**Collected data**
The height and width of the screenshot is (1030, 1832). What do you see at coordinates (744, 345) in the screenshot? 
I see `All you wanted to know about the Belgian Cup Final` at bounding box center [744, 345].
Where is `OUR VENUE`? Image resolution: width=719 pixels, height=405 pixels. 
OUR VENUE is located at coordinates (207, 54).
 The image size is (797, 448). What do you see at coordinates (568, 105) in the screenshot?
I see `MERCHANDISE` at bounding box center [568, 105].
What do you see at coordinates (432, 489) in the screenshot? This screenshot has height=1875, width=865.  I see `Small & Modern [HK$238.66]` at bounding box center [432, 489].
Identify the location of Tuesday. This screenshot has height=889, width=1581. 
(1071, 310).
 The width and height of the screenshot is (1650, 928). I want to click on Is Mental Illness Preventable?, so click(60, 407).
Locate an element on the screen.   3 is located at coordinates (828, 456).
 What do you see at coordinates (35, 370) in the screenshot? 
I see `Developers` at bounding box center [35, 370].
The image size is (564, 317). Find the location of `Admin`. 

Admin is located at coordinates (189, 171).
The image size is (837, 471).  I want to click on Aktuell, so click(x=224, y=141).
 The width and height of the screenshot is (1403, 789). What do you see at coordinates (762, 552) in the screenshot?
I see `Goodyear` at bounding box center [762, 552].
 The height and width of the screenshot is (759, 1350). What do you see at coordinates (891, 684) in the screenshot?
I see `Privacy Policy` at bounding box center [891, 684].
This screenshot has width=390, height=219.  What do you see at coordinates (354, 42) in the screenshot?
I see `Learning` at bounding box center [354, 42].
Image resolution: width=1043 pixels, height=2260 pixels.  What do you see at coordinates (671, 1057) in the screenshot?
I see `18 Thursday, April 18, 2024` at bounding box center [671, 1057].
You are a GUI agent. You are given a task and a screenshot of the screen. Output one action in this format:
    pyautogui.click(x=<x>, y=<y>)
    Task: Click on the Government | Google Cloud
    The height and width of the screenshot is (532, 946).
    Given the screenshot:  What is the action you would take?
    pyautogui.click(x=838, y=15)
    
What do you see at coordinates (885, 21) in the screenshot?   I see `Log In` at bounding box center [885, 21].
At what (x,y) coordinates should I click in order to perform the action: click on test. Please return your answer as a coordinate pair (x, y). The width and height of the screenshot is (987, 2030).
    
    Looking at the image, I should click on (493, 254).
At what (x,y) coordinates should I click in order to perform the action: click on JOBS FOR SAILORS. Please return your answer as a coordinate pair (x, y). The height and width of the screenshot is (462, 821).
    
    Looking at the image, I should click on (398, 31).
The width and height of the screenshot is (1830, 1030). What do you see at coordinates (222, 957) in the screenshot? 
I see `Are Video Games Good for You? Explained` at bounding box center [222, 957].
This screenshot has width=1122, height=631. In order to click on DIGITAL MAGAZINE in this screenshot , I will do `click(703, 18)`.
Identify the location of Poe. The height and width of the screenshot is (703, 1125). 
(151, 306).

**WHAT YOU SHOULD DO**
Reproduce, exactly as they stand in the data above, the lines from the one that holds "This screenshot has width=390, height=219." to the one that holds "This screenshot has width=1122, height=631.", inclusive.

**RESULT OF THE TASK**
This screenshot has width=390, height=219.  What do you see at coordinates (354, 42) in the screenshot?
I see `Learning` at bounding box center [354, 42].
Image resolution: width=1043 pixels, height=2260 pixels.  What do you see at coordinates (671, 1057) in the screenshot?
I see `18 Thursday, April 18, 2024` at bounding box center [671, 1057].
You are a GUI agent. You are given a task and a screenshot of the screen. Output one action in this format:
    pyautogui.click(x=<x>, y=<y>)
    Task: Click on the Government | Google Cloud
    The height and width of the screenshot is (532, 946).
    Given the screenshot:  What is the action you would take?
    pyautogui.click(x=838, y=15)
    
What do you see at coordinates (885, 21) in the screenshot?   I see `Log In` at bounding box center [885, 21].
At what (x,y) coordinates should I click in order to perform the action: click on test. Please return your answer as a coordinate pair (x, y). The width and height of the screenshot is (987, 2030).
    
    Looking at the image, I should click on (493, 254).
At what (x,y) coordinates should I click in order to perform the action: click on JOBS FOR SAILORS. Please return your answer as a coordinate pair (x, y). The height and width of the screenshot is (462, 821).
    
    Looking at the image, I should click on (398, 31).
The width and height of the screenshot is (1830, 1030). What do you see at coordinates (222, 957) in the screenshot? 
I see `Are Video Games Good for You? Explained` at bounding box center [222, 957].
This screenshot has width=1122, height=631. In order to click on DIGITAL MAGAZINE in this screenshot , I will do `click(703, 18)`.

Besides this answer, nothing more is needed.